Neko Case steps out, cutting the sky and singing the stars, spinning fury and mercy as she goes. She loves the world and wears her heart on her sleeve, but she might eat it before you get to thinking it belongs to you.
Wild Creatures pulls together some high points of feral joy from twenty-one years of solo work by Neko Case. The Virginian marked Neko’s debut as a solo artist in 1997. She delved into darkness in 2000 with Furnace Room Lullaby, scrawled Blacklisted in 2004 and recorded The Tigers Have Spoken live the same year. In 2006, she dreamed Fox Confessor Brings the Flood, and in 2009 unleashed Middle Cyclone. She plumbed her own life in 2013 for The Worse Things Get, the Harder I Fight, the Harder I Fight, the More I Love You, and raised hell in 2018 with Hell-On. Now in her third decade of recording under her own name, she’s just getting started.
Is there another songwriter so fearless and inventive? Bending decades of pop music into new shapes, she wields her voice like a kiss and her metaphors like a baseball bat. She has cast the fishing net of her career wide—from Seattle and Vancouver to Chicago and Stockholm, setting up her home base on a farm in New England.

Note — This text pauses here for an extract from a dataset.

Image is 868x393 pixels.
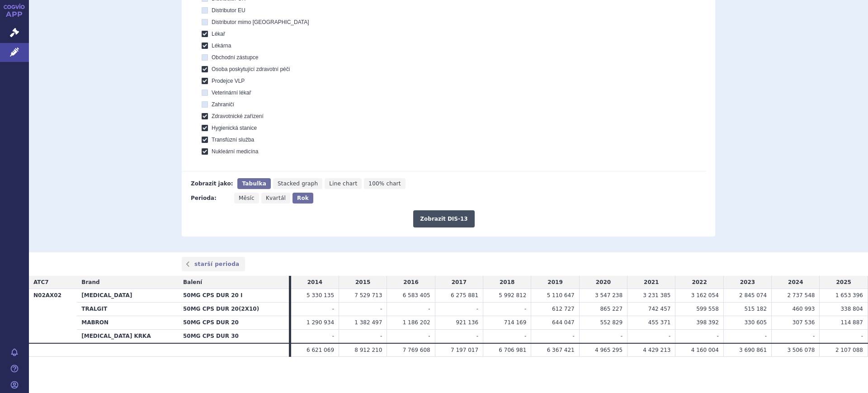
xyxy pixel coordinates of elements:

Gathering power year after year, Neko sings with the fierce abandon of a newborn infant crying in a basket in the woods.
Since escaping the labels of country and Americana, the gorgeous train-whistle vocals of her early career sit submerged in her later style, where their ghost can appear any minute. When her voice jumps an octave, it’s almost visible, like sparks at night. “I never knew where I wanted to go or what I wanted to do with my voice,” she says, “but I just wanted to do it so bad.”
The world tends to love women singer-songwriters most when they’re wounded and helpless.
Neko’s music spans a broader spectrum, from longing to malice. Her lyrics evoke worlds, imagining a woman pilot ready to die, a serial killer, a murdered child, and a tornado, just for starters. Is there any perspective she can’t write a song from or about? “I am a man,” she sings. “I am the man in the f___ing moon.”
The Earth, too, and nature itself are wonders for her, from the dangerous attention of dandy wolves to a slaughtered tiger and birds frying on a wire. The world is dear to her, but there’s a lot happening in it that shouldn’t. It’s not her job to comfort you.
You might try to come away from a Neko Case tune without a head full of images—but it’s impossible. Still, her songs won’t tell the whole story, rarely offering a panoramic view or a chronology. Instead, she offers up a series of snapshots, as if from a crime scene, and leaves the audience space to inhabit the closets and cathedrals she’s built.
Neko seems to live to bend the shape of the melodies she writes. Listeners might feel the music going in unexpected directions, as she looks for the note that will negotiate a truce to fuse it to her lyrics. It’s not that you can’t find a verse-chorus-verse structure in a Neko song. But you’re just as likely to find any chorus you hitch a ride with going off a cliff, or to hear a hook you think might be the chorus, only to watch it disappear.
Neko Case songs often exist with distinct sections that recall symphonies. Changing from ballads or waltz time to a rock beat and back, the elements sometimes seem wired together to make an improvised explosive device.
Talking about inspirations, she’s as likely to mention Queen as Patsy Cline. Her work covers a big canvas, including collaborations with dozens of musicians over the years (Paul Rigby, Calexico, and an assorted set of sidemen known as “her boyfriends,” just to name a few).
In studio, Neko obsesses over sound. Always involved with how her albums were recorded, she’s seized and embraced the role of producer. Standing halfway up a half-built stairway, she hammers nails into place as she goes along. Despite blowing every deadline she’s ever been given, Neko feels in her bones when a song or a project is done.
“Music is so weird,” she says, “because you never arrive where you’re going.” If her career were mapped, it might be a choose-your-own-adventure book. She hasn’t masterminded each album with some absolute endpoint in mind. “I’ve never been afraid to ask for help. I’m able to trust myself in the moments where I don’t know what’s going to happen.”
Neko insists on being larger than the narrow space that the world allocates to women. But don’t tell her what kind of feminist she’s supposed to be. There’s a famous dementia test in which you look at the pictures of an elephant or a giraffe and name them. Neko Case is the opposite of that. What if, by letting everything out of these cages, by taking the labels off living things, we had to encounter the world as it really is? The wild things, the lost things, the things that scare you, and the things that you love—what if it turns out all that is really home? What if, by writing about that, you could reinvent the universe?
What if some wild creature drags you out to the woods, but the woods begin to become the whole world, and your earlier home, still visible in the distance, suddenly seems less interesting than where you are now? You might be in the middle of a Neko Case song.
She’s doing it on her own terms, but the legacy she’s building is one that can stand up to music made by any other solo artist in her lifetime. Don’t look away; you never know what might happen. “I’m just trying,” she says, “to be myself as hard as I can.”